Andy's Q&A with Apple for MacBook Air & Time Capsule

This wasnit the greatest Apple briefing Iive had. Apple didnit make anyone available to answer iPhone or iTunes Store questions, plus I didnit have the usual 45 minutes or so. Instead, I focused on Time Capsule and the MacBook Air.

As usual, any questions that I didnit cover in the briefing were submitted via e-mail & I expect answers overnight. For now, here are some selected highlights. Any factual errors are doubtless the result of poor transcription on my part.

Time Capsule: itis physically indistinguishable from the run-of-the-mill Airport base station.

How does it appear on the network? Can I use it for more than just Time Machine backups?

"It shows up as just another networked drive. So anything you can do with a network drive can be done with Time Capsule. Windows machines can access it as well."

"We think most people will use it as a backup device only."

What happens if I plug in an external USB drive? Will that volume become available to Time Machine?

"Iill get back to you on that."

MacBook Air: Itis much more impressive in person. Itis light, yes, but itis extremely solid. In many ways it feels like a solid block of milled aluminum.

The contours of the case are quite sinuous; curved edges everywhere with flattened edges where the top and bottom half of the machine meet. For all that, it truly doesnit feel like a subcompact notebook. Because, well...it isnit. It feels very much like a lightweight, flattened MacBook.

It also would appear to be the least user-servicable portable Apple has ever made.

The battery isnit replaceable? What will it cost to get a new one?

"Itill be replaced at the Apple Store. Itill cost the same as a new MacBook battery ($129) and thereill be no charge for the installation."

How long will the battery live?

"I donit have hard figures handy, but itis consistent with our other portables."

As a former owner of an aluminum PowerBook, should I worry about WiFi reception?

"Test it out at home when you get yours.
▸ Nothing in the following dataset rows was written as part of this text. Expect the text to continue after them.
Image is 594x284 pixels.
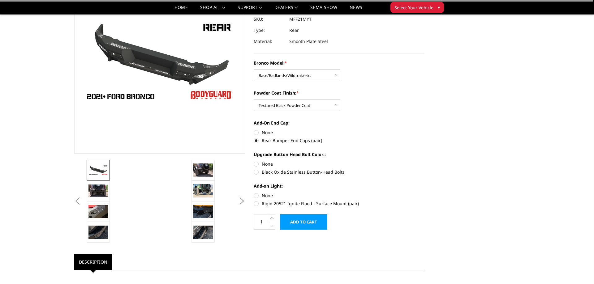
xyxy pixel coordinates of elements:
label: Powder Coat Finish: [254,90,424,96]
span: Select Your Vehicle [394,4,433,11]
label: Upgrade Button Head Bolt Color:: [254,151,424,158]
span: ▾ [438,4,440,11]
a: News [350,5,362,14]
button: Previous [73,197,82,206]
a: Dealers [274,5,298,14]
a: Support [238,5,262,14]
label: None [254,192,424,199]
img: Bronco Rear [193,226,213,239]
label: Add-on Light: [254,183,424,189]
img: Accepts 1 pair of Rigid Ignite Series LED lights [88,205,108,218]
label: Bronco Model: [254,60,424,66]
dd: Smooth Plate Steel [289,36,328,47]
dd: Rear [289,25,299,36]
a: Home [174,5,188,14]
a: SEMA Show [310,5,337,14]
button: Next [237,197,247,206]
label: Rigid 20521 Ignite Flood - Surface Mount (pair) [254,200,424,207]
img: Shown with optional bolt-on end caps [88,185,108,197]
button: Select Your Vehicle [390,2,444,13]
label: None [254,129,424,136]
label: None [254,161,424,167]
img: Bronco Rear [88,226,108,239]
img: Shown with optional bolt-on end caps [193,164,213,177]
label: Black Oxide Stainless Button-Head Bolts [254,169,424,175]
img: Bronco Rear [193,205,213,218]
dt: Type: [254,25,285,36]
dt: Material: [254,36,285,47]
img: Bronco Rear [193,184,213,197]
a: shop all [200,5,225,14]
dd: MFF21MYT [289,14,311,25]
dt: SKU: [254,14,285,25]
label: Rear Bumper End Caps (pair) [254,137,424,144]
label: Add-On End Cap: [254,120,424,126]
input: Add to Cart [280,214,327,230]
a: Description [74,254,112,270]
img: Bronco Rear [88,165,108,176]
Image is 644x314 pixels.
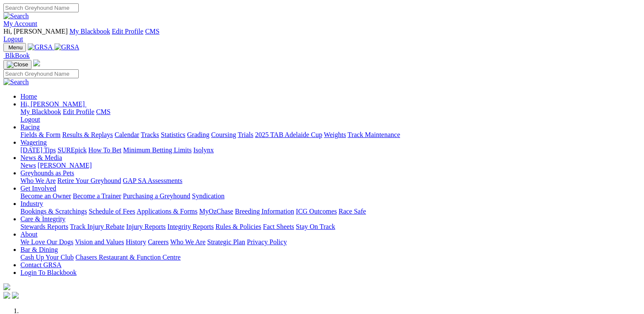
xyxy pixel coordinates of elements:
[21,169,74,177] a: Greyhounds as Pets
[21,116,40,123] a: Logout
[21,101,85,107] span: Hi, [PERSON_NAME]
[348,131,400,138] a: Track Maintenance
[123,146,192,154] a: Minimum Betting Limits
[141,131,159,138] a: Tracks
[237,131,253,138] a: Trials
[3,283,10,290] img: logo-grsa-white.png
[3,12,29,20] img: Search
[21,208,641,216] div: Industry
[114,131,139,138] a: Calendar
[137,208,198,215] a: Applications & Forms
[69,28,110,35] a: My Blackbook
[167,223,213,230] a: Integrity Reports
[170,238,205,246] a: Who We Are
[3,35,23,42] a: Logout
[3,60,31,69] button: Toggle navigation
[216,223,261,230] a: Rules & Policies
[73,192,121,200] a: Become a Trainer
[21,261,61,268] a: Contact GRSA
[75,238,124,246] a: Vision and Values
[145,28,159,35] a: CMS
[38,162,92,169] a: [PERSON_NAME]
[21,108,641,123] div: Hi, [PERSON_NAME]
[70,223,124,230] a: Track Injury Rebate
[21,93,37,100] a: Home
[58,146,86,154] a: SUREpick
[21,231,38,238] a: About
[7,61,28,68] img: Close
[21,223,641,231] div: Care & Integrity
[12,292,19,299] img: twitter.svg
[296,208,337,215] a: ICG Outcomes
[21,208,87,215] a: Bookings & Scratchings
[123,177,183,184] a: GAP SA Assessments
[247,238,287,246] a: Privacy Policy
[296,223,335,230] a: Stay On Track
[3,3,79,12] input: Search
[3,43,26,52] button: Toggle navigation
[5,52,30,59] span: BlkBook
[21,162,36,169] a: News
[63,108,94,115] a: Edit Profile
[96,108,111,115] a: CMS
[21,254,641,261] div: Bar & Dining
[148,238,168,246] a: Careers
[88,146,122,154] a: How To Bet
[88,208,135,215] a: Schedule of Fees
[21,223,68,230] a: Stewards Reports
[263,223,294,230] a: Fact Sheets
[123,192,190,200] a: Purchasing a Greyhound
[75,254,181,261] a: Chasers Restaurant & Function Centre
[21,238,73,246] a: We Love Our Dogs
[21,101,86,107] a: Hi, [PERSON_NAME]
[255,131,322,138] a: 2025 TAB Adelaide Cup
[21,200,43,207] a: Industry
[21,269,77,276] a: Login To Blackbook
[28,43,53,51] img: GRSA
[235,208,294,215] a: Breeding Information
[21,108,61,115] a: My Blackbook
[21,139,47,146] a: Wagering
[21,131,641,139] div: Racing
[21,146,641,154] div: Wagering
[338,208,365,215] a: Race Safe
[3,28,68,35] span: Hi, [PERSON_NAME]
[112,28,144,35] a: Edit Profile
[21,238,641,246] div: About
[21,123,40,131] a: Racing
[3,78,29,86] img: Search
[3,20,38,27] a: My Account
[187,131,209,138] a: Grading
[21,131,60,138] a: Fields & Form
[324,131,346,138] a: Weights
[126,238,146,246] a: History
[21,216,66,222] a: Care & Integrity
[126,223,166,230] a: Injury Reports
[161,131,185,138] a: Statistics
[62,131,113,138] a: Results & Replays
[3,292,10,299] img: facebook.svg
[21,254,74,261] a: Cash Up Your Club
[33,60,40,66] img: logo-grsa-white.png
[3,69,79,78] input: Search
[21,192,641,200] div: Get Involved
[58,177,121,184] a: Retire Your Greyhound
[21,177,56,184] a: Who We Are
[21,146,56,154] a: [DATE] Tips
[8,44,23,51] span: Menu
[193,146,213,154] a: Isolynx
[55,43,79,51] img: GRSA
[21,192,71,200] a: Become an Owner
[21,246,58,253] a: Bar & Dining
[3,28,641,43] div: My Account
[21,154,62,162] a: News & Media
[211,131,236,138] a: Coursing
[21,185,56,192] a: Get Involved
[3,52,30,59] a: BlkBook
[21,177,641,185] div: Greyhounds as Pets
[199,208,233,215] a: MyOzChase
[21,162,641,169] div: News & Media
[207,238,245,246] a: Strategic Plan
[192,192,225,200] a: Syndication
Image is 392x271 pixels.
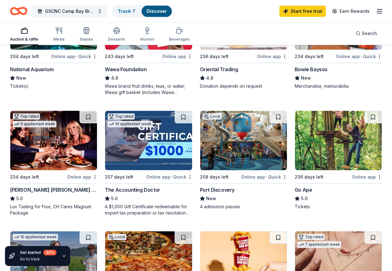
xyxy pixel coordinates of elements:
[13,234,58,240] div: 10 applies last week
[105,173,133,181] div: 257 days left
[295,111,382,210] a: Image for Go Ape236 days leftOnline appGo Ape5.0Tickets
[200,111,287,170] img: Image for Port Discovery
[16,74,26,82] span: New
[169,24,190,45] button: Beverages
[200,173,229,181] div: 208 days left
[76,54,77,59] span: •
[200,53,229,60] div: 236 days left
[10,111,97,216] a: Image for Cooper's Hawk Winery and RestaurantsTop rated3 applieslast week234 days leftOnline app[...
[80,24,93,45] button: Snacks
[105,186,160,194] div: The Accounting Doctor
[111,74,118,82] span: 4.8
[20,257,57,262] div: Go to track
[241,173,288,181] div: Online app Quick
[16,195,23,202] span: 5.0
[105,53,134,60] div: 243 days left
[169,37,190,42] div: Beverages
[108,113,135,120] div: Top rated
[105,204,192,216] div: A $1,000 Gift Certificate redeemable for expert tax preparation or tax resolution services—recipi...
[51,52,97,60] div: Online app Quick
[43,250,57,255] div: 40 %
[162,52,193,60] div: Online app
[147,8,167,14] a: Discover
[10,83,97,89] div: Ticket(s)
[257,52,288,60] div: Online app
[361,54,362,59] span: •
[298,241,342,248] div: 7 applies last week
[105,83,192,96] div: Wawa brand fruit drinks, teas, or water; Wawa gift basket (includes Wawa products and coupons)
[206,195,216,202] span: New
[336,52,382,60] div: Online app Quick
[295,66,328,73] div: Bowie Baysox
[280,6,326,17] a: Start free trial
[10,37,38,42] div: Auction & raffle
[53,24,65,45] button: Meals
[13,113,40,120] div: Top rated
[20,250,57,255] div: Get started
[10,4,27,18] a: Home
[108,234,126,240] div: Local
[118,8,135,14] a: Track· 7
[112,5,173,17] button: Track· 7Discover
[45,7,95,15] span: GSCNC Camp Bay Breeze
[200,111,288,210] a: Image for Port DiscoveryLocal208 days leftOnline app•QuickPort DiscoveryNew4 admission passes
[108,24,125,45] button: Desserts
[362,30,377,37] span: Search
[105,111,192,170] img: Image for The Accounting Doctor
[108,37,125,42] div: Desserts
[10,173,39,181] div: 234 days left
[266,175,268,180] span: •
[352,173,382,181] div: Online app
[10,204,97,216] div: Lux Tasting for Four, CH Cares Magnum Package
[298,234,325,240] div: Top rated
[200,186,235,194] div: Port Discovery
[203,113,222,120] div: Local
[206,74,214,82] span: 4.8
[295,111,382,170] img: Image for Go Ape
[200,66,239,73] div: Oriental Trading
[13,121,57,127] div: 3 applies last week
[32,5,107,17] button: GSCNC Camp Bay Breeze
[301,74,311,82] span: New
[146,173,193,181] div: Online app Quick
[10,53,39,60] div: 204 days left
[301,195,308,202] span: 5.0
[295,173,324,181] div: 236 days left
[295,204,382,210] div: Tickets
[105,111,192,216] a: Image for The Accounting DoctorTop rated19 applieslast week257 days leftOnline app•QuickThe Accou...
[111,195,118,202] span: 5.0
[295,53,324,60] div: 234 days left
[10,24,38,45] button: Auction & raffle
[67,173,97,181] div: Online app
[295,186,313,194] div: Go Ape
[200,204,288,210] div: 4 admission passes
[295,83,382,89] div: Merchandise, memorabilia
[80,37,93,42] div: Snacks
[140,24,154,45] button: Alcohol
[351,27,382,40] button: Search
[10,66,54,73] div: National Aquarium
[329,6,374,17] a: Earn Rewards
[171,175,173,180] span: •
[10,111,97,170] img: Image for Cooper's Hawk Winery and Restaurants
[140,37,154,42] div: Alcohol
[10,186,97,194] div: [PERSON_NAME] [PERSON_NAME] Winery and Restaurants
[53,37,65,42] div: Meals
[200,83,288,89] div: Donation depends on request
[105,66,147,73] div: Wawa Foundation
[108,121,153,127] div: 19 applies last week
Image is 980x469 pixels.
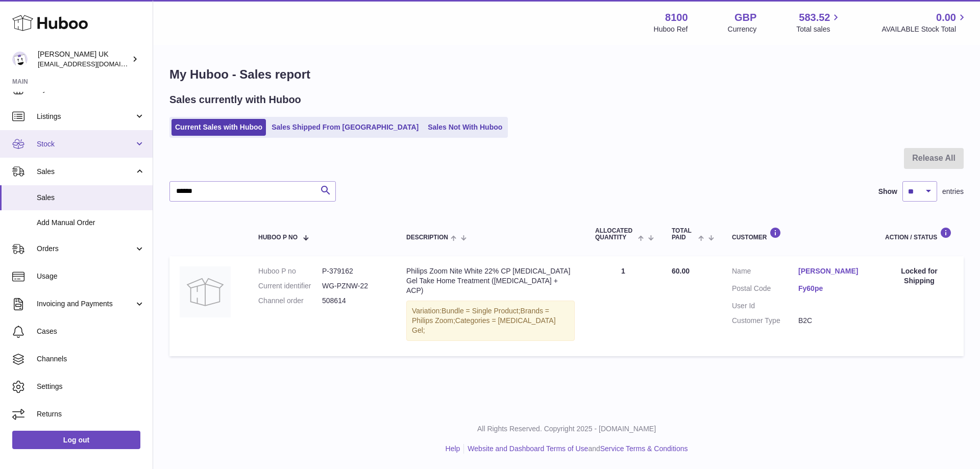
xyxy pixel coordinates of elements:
[322,281,386,291] dd: WG-PZNW-22
[734,11,756,24] strong: GBP
[424,119,506,136] a: Sales Not With Huboo
[37,271,145,281] span: Usage
[37,382,145,392] span: Settings
[258,296,322,306] dt: Channel order
[445,445,460,453] a: Help
[728,24,757,34] div: Currency
[464,444,687,454] li: and
[12,52,28,67] img: emotion88hk@gmail.com
[37,193,145,203] span: Sales
[584,257,661,356] td: 1
[798,284,864,293] a: Fy60pe
[881,24,967,34] span: AVAILABLE Stock Total
[37,299,134,309] span: Invoicing and Payments
[171,119,266,136] a: Current Sales with Huboo
[881,11,967,34] a: 0.00 AVAILABLE Stock Total
[37,218,145,227] span: Add Manual Order
[796,11,842,34] a: 583.52 Total sales
[412,307,549,325] span: Brands = Philips Zoom;
[406,234,448,241] span: Description
[731,284,798,296] dt: Postal Code
[37,244,134,254] span: Orders
[38,60,150,68] span: [EMAIL_ADDRESS][DOMAIN_NAME]
[12,431,141,449] a: Log out
[161,424,971,434] p: All Rights Reserved. Copyright 2025 - [DOMAIN_NAME]
[412,316,555,335] span: Categories = [MEDICAL_DATA] Gel;
[322,266,386,276] dd: P-379162
[665,11,688,24] strong: 8100
[180,266,231,318] img: no-photo.jpg
[653,24,688,34] div: Huboo Ref
[406,301,575,341] div: Variation:
[798,266,864,276] a: [PERSON_NAME]
[672,227,695,241] span: Total paid
[798,316,864,325] dd: B2C
[37,139,134,149] span: Stock
[258,281,322,291] dt: Current identifier
[258,234,298,241] span: Huboo P no
[38,50,130,69] div: [PERSON_NAME] UK
[885,266,953,286] div: Locked for Shipping
[170,93,301,107] h2: Sales currently with Huboo
[467,445,588,453] a: Website and Dashboard Terms of Use
[322,296,386,306] dd: 508614
[37,112,134,122] span: Listings
[37,355,145,364] span: Channels
[37,409,145,419] span: Returns
[595,227,636,241] span: ALLOCATED Quantity
[942,187,964,197] span: entries
[731,266,798,279] dt: Name
[799,11,829,24] span: 583.52
[258,266,322,276] dt: Huboo P no
[885,227,953,241] div: Action / Status
[170,66,964,82] h1: My Huboo - Sales report
[936,11,956,24] span: 0.00
[406,266,575,296] div: Philips Zoom Nite White 22% CP [MEDICAL_DATA] Gel Take Home Treatment ([MEDICAL_DATA] + ACP)
[442,307,521,315] span: Bundle = Single Product;
[600,445,688,453] a: Service Terms & Conditions
[878,187,897,197] label: Show
[731,301,798,311] dt: User Id
[268,119,422,136] a: Sales Shipped From [GEOGRAPHIC_DATA]
[731,227,864,241] div: Customer
[672,267,690,275] span: 60.00
[796,24,842,34] span: Total sales
[731,316,798,325] dt: Customer Type
[37,167,134,177] span: Sales
[37,327,145,337] span: Cases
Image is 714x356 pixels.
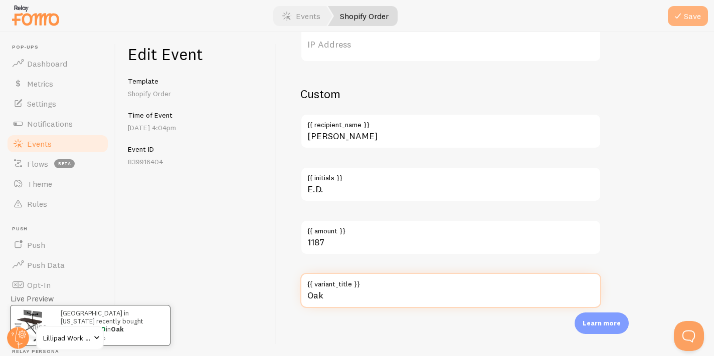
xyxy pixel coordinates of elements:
[12,226,109,233] span: Push
[6,255,109,275] a: Push Data
[6,74,109,94] a: Metrics
[6,54,109,74] a: Dashboard
[27,179,52,189] span: Theme
[674,321,704,351] iframe: Help Scout Beacon - Open
[43,332,91,344] span: Lillipad Work Solutions
[27,79,53,89] span: Metrics
[6,94,109,114] a: Settings
[27,59,67,69] span: Dashboard
[27,322,47,332] span: Inline
[128,123,264,133] p: [DATE] 4:04pm
[300,27,601,62] label: IP Address
[27,280,51,290] span: Opt-In
[27,260,65,270] span: Push Data
[574,313,629,334] div: Learn more
[6,235,109,255] a: Push
[27,199,47,209] span: Rules
[128,44,264,65] h1: Edit Event
[300,273,601,290] label: {{ variant_title }}
[6,275,109,295] a: Opt-In
[27,119,73,129] span: Notifications
[300,86,601,102] h2: Custom
[54,159,75,168] span: beta
[582,319,620,328] p: Learn more
[11,3,61,28] img: fomo-relay-logo-orange.svg
[27,159,48,169] span: Flows
[6,317,109,337] a: Inline
[6,134,109,154] a: Events
[128,145,264,154] h5: Event ID
[128,111,264,120] h5: Time of Event
[128,89,264,99] p: Shopify Order
[36,326,104,350] a: Lillipad Work Solutions
[300,220,601,237] label: {{ amount }}
[300,167,601,184] label: {{ initials }}
[12,44,109,51] span: Pop-ups
[27,240,45,250] span: Push
[6,114,109,134] a: Notifications
[12,349,109,355] span: Relay Persona
[128,157,264,167] p: 839916404
[6,154,109,174] a: Flows beta
[27,99,56,109] span: Settings
[27,139,52,149] span: Events
[128,77,264,86] h5: Template
[6,194,109,214] a: Rules
[6,174,109,194] a: Theme
[300,114,601,131] label: {{ recipient_name }}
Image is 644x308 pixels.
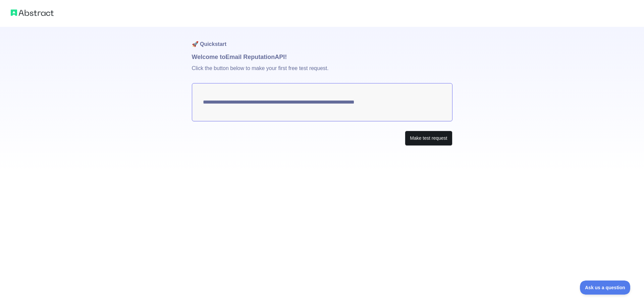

Clearly weire aware of the challenges of metal."

That would be a great name for a VH1 show: "The Challenges Of Metal."

"(Laughter)"

About the solid-state optional drive. How does that option affect battery life and speed?

"Itis sort of a squishy answer. Obviously things like startups and launches will just plain fly. But then you get to the sort of operations where nothing relies on reads and writes, and thereis no performance bump at all."

"The biggest advantage is simply ino moving partsi...making it more durable and consume less power."

How many read-writes can I do on this $1000 drive before it starts to fail?

"Let me get back to you."

No Ethernet?

"This really was designed for the wireless world. Anybody who has the choice would rather go untethered."

"Weill be selling this $29 USB Ethernet adapter for people who still need copper."

(itis a tiny USB fob)

The Air doesnit ship with an optical drive. Itis available as a $99 external, but the machine will ship with magical software that lets the Air pretend that the optical drive of a nearby Mac or PC is its own.

Will this utility work if I need to boot from a disc, install new system software, run Disk Utility, that sort of thing?

"The software has special modes for those special situations. It supports installs, remote boot, all that sort of stuff."

What types of media are supported? Does it work with Blu-Ray, for instance?

"Iim checking into that right now."

Can it write as well as read?

"No, itis strictly a read-only solution."

"It works in very nearly any read-only optical situation. It wonit play commercial movies across a network, though, and some games are reliant on inserting a disc locally."

The Airis large trackpad supports iPhone-like gestures.

So it seems like Appleis added some new language to the Mac UI vocabulary. Are these gestures formalized? Where are they documented?

"The best place to learn about the gestures is right in Keyboard and Mouse Preferences. There are movies that explain everything."

"The demo up on Apple.com also explains it all."

What sort of application support is required? Does the OS know how to translate a pinch or a triple-finger drag into the appropriate corresponding action in an app, or do apps have to be written especially to take advantage of gesture input?

"Weire not prepared to talk about third party support today. Some things are supported right in the Finder, like Cover Flow...and other things like iPhoto are implemented at the application level."

How much power comes out of that one USB jack? Will I be able to use external USB drives that require me to plug into two jacks, so that it can draw twice as much current for the drive?

"We do drive extra current out the port, to support that external optical drive."

What kind of a frame is holding the Air together? The first thing Iid be concerned about with an ultra-thin notebook like this would be that over time, the frame is going to rack.

"Rest assured that we pay close attention to the robustness of the Air."

"A lot of the aluminum in the case is actually structural."

I have the Air in my hands and am getting a sense of the heft of the metal. It doesnit feel chintzy in the least.

"Yeah, you know, when you take a look at some subnotebooks like (name not recorded) itis so easy to twist the screen. Because itis all just plastic inside."

I shift my hands in a meaningful way.

"Donit twist the screen...!"

Now, now...that would have been mean.